If you lived in the Mission along Bryant and 15th and 16th prior to 2005, as we did for many years before evacuating to SOMA, you might recall that magical odor emanating from the Hostess Cake / Wonder Bread factory at 1525 Bryant. Yeasty, jammy, and artificial. The youth-kissed scent was such a staple of the area that SF Weekly awarded the factory "Best Place to Be Fondly Reminded of Your S.F. Childhood" in 2003.

To wit:

"Like most urban areas, San Francisco offers some, uh, interesting scents to tickle our metropolitan noses. But one place produces a delightful odor that shocks us right back to our callow youth: the Wonder Bread/Hostess Bakery. Walking past the old brick factory near SOMA on a calm day, we can inhale deeply and catch that delicious synthetic-spongecake-ribbon-of-raspberry-jam-soft-creamy-center waft of a bygone era. It brings us back to our junior high school cafeteria, where the only respite from pre-pubescent politicking was the sweet treat in the bottom of our lunch bag. At the Wonder Bread/Hostess Bakery, the kitchen still makes Ding Dongs, Twinkies, and other pastry-ish delectables. Sure, they're processed to within an inch of edibility and full of (insert disease here)-causing chemicals, but they're also mighty tasty. As adults, we're supposed to practice self-control by not shoving Ho Hos into our mouths by the fistful. Fortunately, the passing aroma of those treats lets us imagine a time when that was not only acceptable, but expected."

Sadly, the plant closed in 2005 due to bankruptcy by Hostess Brands, which also resulted in the shutdown of the then 49-year-old Parisian San Francisco bakery on Evans Avenue in Bayview. Both factory closures forced an estimated 800 people out of jobs. Today, the much missed junk food factory is a now U-Haul storage facility, a place where people can store their stuff—their tasteless, useless, creamy-filling-free stuff.

Hostess Brands, purveyors of Twinkies and Wonder Bread, went to U.S. Bankruptcy Court this morning to ask permission to end business, strike over a contract—one that, according to Gothamist, "would have forced workers to accept reduced pension benefits, outsourced deliveries, an 8% pay cut and other changes." Hostess brands, such as Dolly Madison, Drake's, and Butternut, will probably be sold and most of the company employees will lose their jobs.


[What needs to be done] Word for word, the data below must be repeated in full; no picture is to be included.

[[ Provided entries, beginning ]]

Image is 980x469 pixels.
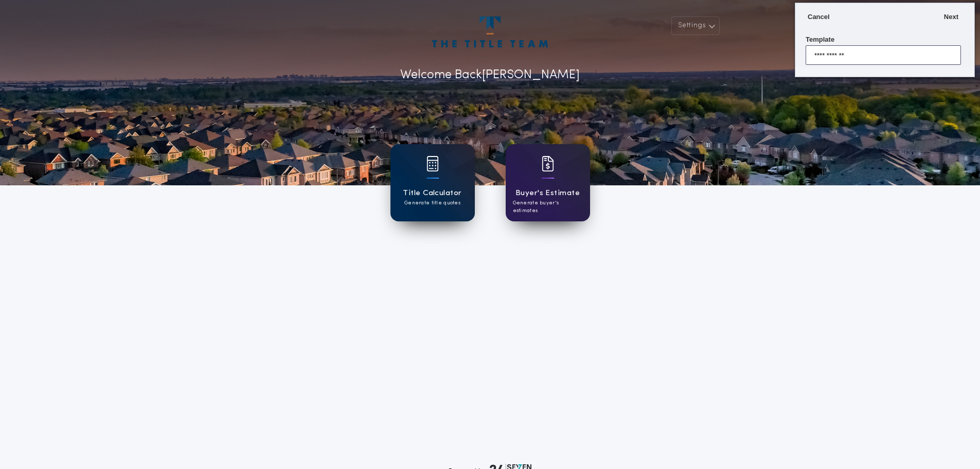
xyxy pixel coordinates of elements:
[672,17,720,35] button: Settings
[426,156,439,171] img: card icon
[390,144,475,222] a: card iconTitle CalculatorGenerate title quotes
[403,187,462,199] h1: Title Calculator
[404,199,460,207] p: Generate title quotes
[542,156,554,171] img: card icon
[506,144,590,222] a: card iconBuyer's EstimateGenerate buyer's estimates
[516,187,580,199] h1: Buyer's Estimate
[400,66,580,84] p: Welcome Back [PERSON_NAME]
[432,17,548,47] img: account-logo
[513,199,583,215] p: Generate buyer's estimates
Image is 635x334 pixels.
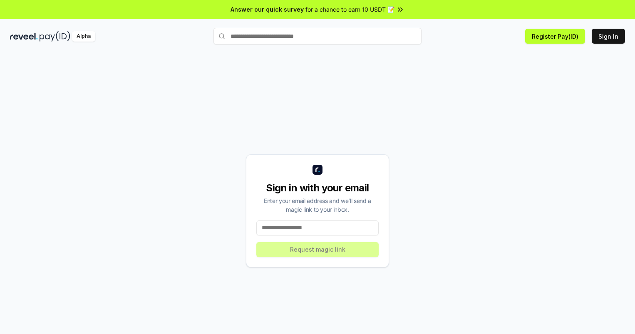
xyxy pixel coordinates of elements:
button: Register Pay(ID) [525,29,585,44]
div: Alpha [72,31,95,42]
img: reveel_dark [10,31,38,42]
img: logo_small [312,165,322,175]
div: Enter your email address and we’ll send a magic link to your inbox. [256,196,379,214]
button: Sign In [592,29,625,44]
img: pay_id [40,31,70,42]
span: Answer our quick survey [230,5,304,14]
div: Sign in with your email [256,181,379,195]
span: for a chance to earn 10 USDT 📝 [305,5,394,14]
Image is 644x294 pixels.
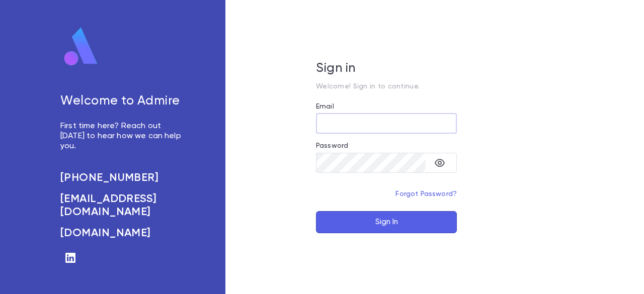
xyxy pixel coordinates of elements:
p: Welcome! Sign in to continue. [316,82,457,91]
a: [EMAIL_ADDRESS][DOMAIN_NAME] [61,193,185,219]
a: Forgot Password? [396,191,457,198]
button: toggle password visibility [430,153,450,173]
label: Password [316,142,348,150]
a: [DOMAIN_NAME] [61,227,185,240]
label: Email [316,103,334,110]
button: Sign In [316,211,457,233]
h5: Welcome to Admire [61,94,185,109]
h5: Sign in [316,61,457,77]
p: First time here? Reach out [DATE] to hear how we can help you. [61,121,185,151]
a: [PHONE_NUMBER] [61,172,185,184]
img: logo [61,27,101,67]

[[ Provided entries, end ]]

[The completed task]
Image is 980x469 pixels.
xyxy pixel coordinates of elements:
[672,17,720,35] button: Settings
[426,156,439,171] img: card icon
[390,144,475,222] a: card iconTitle CalculatorGenerate title quotes
[403,187,462,199] h1: Title Calculator
[404,199,460,207] p: Generate title quotes
[542,156,554,171] img: card icon
[506,144,590,222] a: card iconBuyer's EstimateGenerate buyer's estimates
[516,187,580,199] h1: Buyer's Estimate
[400,66,580,84] p: Welcome Back [PERSON_NAME]
[432,17,548,47] img: account-logo
[513,199,583,215] p: Generate buyer's estimates
Image is 635x334 pixels.
xyxy pixel coordinates of elements:
button: Register Pay(ID) [525,29,585,44]
div: Alpha [72,31,95,42]
img: reveel_dark [10,31,38,42]
img: logo_small [312,165,322,175]
div: Enter your email address and we’ll send a magic link to your inbox. [256,196,379,214]
button: Sign In [592,29,625,44]
img: pay_id [40,31,70,42]
span: Answer our quick survey [230,5,304,14]
div: Sign in with your email [256,181,379,195]
span: for a chance to earn 10 USDT 📝 [305,5,394,14]
Image is 644x294 pixels.
xyxy pixel coordinates of elements:
p: Welcome! Sign in to continue. [316,82,457,91]
a: [EMAIL_ADDRESS][DOMAIN_NAME] [61,193,185,219]
a: Forgot Password? [396,191,457,198]
button: toggle password visibility [430,153,450,173]
label: Password [316,142,348,150]
a: [DOMAIN_NAME] [61,227,185,240]
label: Email [316,103,334,110]
button: Sign In [316,211,457,233]
h5: Welcome to Admire [61,94,185,109]
h5: Sign in [316,61,457,77]
p: First time here? Reach out [DATE] to hear how we can help you. [61,121,185,151]
a: [PHONE_NUMBER] [61,172,185,184]
img: logo [61,27,101,67]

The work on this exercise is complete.